From the book: "Spain beyond Myths", by Carlos Alonso Zaldivar and Miguel Castells, Alianza Editorial, Madrid, 1992.
The main social policy issue still to be dealt in Spain is housing. A combination of economic, territorial, historical and demographic factors, plus a housing policy aimed at liberalising the sector since 1985, have thrown housing into a deep crisis which in the early nineties has become a prime source of criticism of the Socialist Government's policy, a criticism supported by certain indisputable facts.
The real estate sector and the building industry have grown, but the housing situation has worsened, mainly in large cities and at the expense of the younger generation and of newly-formed families which have had to look for homes in a rigid real estate market subject to strong speculative pressure. The current housing crisis in Spain has basically resulted in newly-formed families being kept out of the real state market because they are unable to pay the prices for homes. Housing costs throughout Spain are estimated to have risen 67% between 1987 and 1990, while family incomes during the period, according to the Survey of Family Budgets, rose less than 28%. The differential between housing costs and family incomes widened much more sharply in the large cities. The crisis led to youths becoming economically emancipated from their parents at a later age during the eighties. By 1991, they were becoming emancipated after they turned 27. The average age at which youths get married also rose in Spain over the 1980-87 period, from 24.9 to 26.3. The tragicomedy of securing a "little flat" in order to be able to marry is still a feature of courtship in Spain in the nineties. The paradoxical fact, which shows the basically speculative nature of investment in housing in recent years, is that despite the housing crisis the number of unoccupied dwellings in Spain has increased to 15.8% of the total in 1991. Added to the number of second homes, which are 15.4% of the total, this brings the total number of homes in the country which are not used as main homes to 31% in 1991.
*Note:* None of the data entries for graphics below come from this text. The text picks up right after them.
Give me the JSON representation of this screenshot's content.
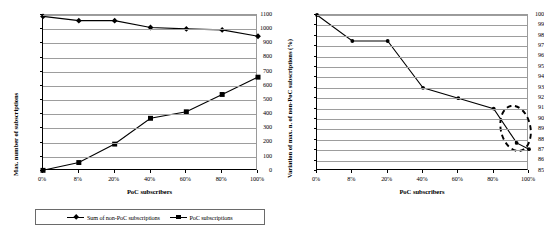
{
  "figure": {
    "background": "#ffffff",
    "series_color": "#000000",
    "grid_color": "#9d9d9d",
    "annotation_color": "#000000"
  },
  "chart_data": [
    {
      "id": "left",
      "type": "line",
      "title": "",
      "xlabel": "PoC subscribers",
      "ylabel": "Max. number of subscriptions",
      "categories": [
        "0%",
        "8%",
        "20%",
        "40%",
        "60%",
        "80%",
        "100%"
      ],
      "ylim": [
        0,
        1100
      ],
      "yticks": [
        0,
        100,
        200,
        300,
        400,
        500,
        600,
        700,
        800,
        900,
        1000,
        1100
      ],
      "grid": true,
      "legend": "bottom",
      "series": [
        {
          "name": "Sum of non-PoC subscriptions",
          "marker": "diamond",
          "values": [
            1090,
            1060,
            1060,
            1012,
            1002,
            995,
            950
          ]
        },
        {
          "name": "PoC subscriptions",
          "marker": "square",
          "values": [
            5,
            60,
            190,
            372,
            418,
            540,
            662
          ]
        }
      ]
    },
    {
      "id": "right",
      "type": "line",
      "title": "",
      "xlabel": "PoC subscribers",
      "ylabel": "Variation of max. n. of non-PoC subscriptions (%)",
      "categories": [
        "0%",
        "8%",
        "20%",
        "40%",
        "60%",
        "80%",
        "100%"
      ],
      "ylim": [
        85,
        100
      ],
      "yticks": [
        85,
        86,
        87,
        88,
        89,
        90,
        91,
        92,
        93,
        94,
        95,
        96,
        97,
        98,
        99,
        100
      ],
      "grid": true,
      "legend": "none",
      "series": [
        {
          "name": "Variation of max. n. of non-PoC subscriptions",
          "marker": "dot",
          "x": [
            0,
            1,
            2,
            3,
            4,
            5,
            5.65,
            6
          ],
          "values": [
            100,
            97.5,
            97.5,
            93.0,
            92.0,
            91.0,
            87.7,
            87.1
          ]
        }
      ],
      "annotations": [
        {
          "kind": "ellipse",
          "style": "dashed",
          "name": "highlight-ellipse",
          "center_x": 5.62,
          "center_y": 89.1,
          "radius_x": 0.42,
          "radius_y": 2.2,
          "rotation_deg": -12
        }
      ]
    }
  ],
  "left_chart": {
    "name": "max-number-of-subscriptions-chart",
    "ylabel": "Max. number of subscriptions",
    "xlabel": "PoC subscribers",
    "ytick_labels": [
      "1100",
      "1000",
      "900",
      "800",
      "700",
      "600",
      "500",
      "400",
      "300",
      "200",
      "100",
      "0"
    ],
    "xtick_labels": [
      "0%",
      "8%",
      "20%",
      "40%",
      "60%",
      "80%",
      "100%"
    ],
    "legend": {
      "items": [
        {
          "label": "Sum of non-PoC subscriptions",
          "marker": "diamond"
        },
        {
          "label": "PoC subscriptions",
          "marker": "square"
        }
      ]
    }
  },
  "right_chart": {
    "name": "variation-of-max-non-poc-subscriptions-chart",
    "ylabel": "Variation of max. n. of non-PoC subscriptions (%)",
    "xlabel": "PoC subscribers",
    "ytick_labels": [
      "100",
      "99",
      "98",
      "97",
      "96",
      "95",
      "94",
      "93",
      "92",
      "91",
      "90",
      "89",
      "88",
      "87",
      "86",
      "85"
    ],
    "xtick_labels": [
      "0%",
      "8%",
      "20%",
      "40%",
      "60%",
      "80%",
      "100%"
    ]
  }
}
The Socialist Party and the Government responded to the criticism during the period before the municipal elections of 1991, undertaking to embark on a new housing policy aimed at providing homes within a term of four years (1991 to 1995) for 460,000 families at prices or rents that they could afford, and to revise the Rental Act in order to improve the comparatively insecure situation in which lessees have been placed. To be able to fulfil these promises, the Government has to revise the existing financial arrangements and tax benefits, and must substantially step up public-sector spending on housing, which currently stands at between 0.7 and 0.9 of GDP (according to various estimated), the lowest level in the European Community.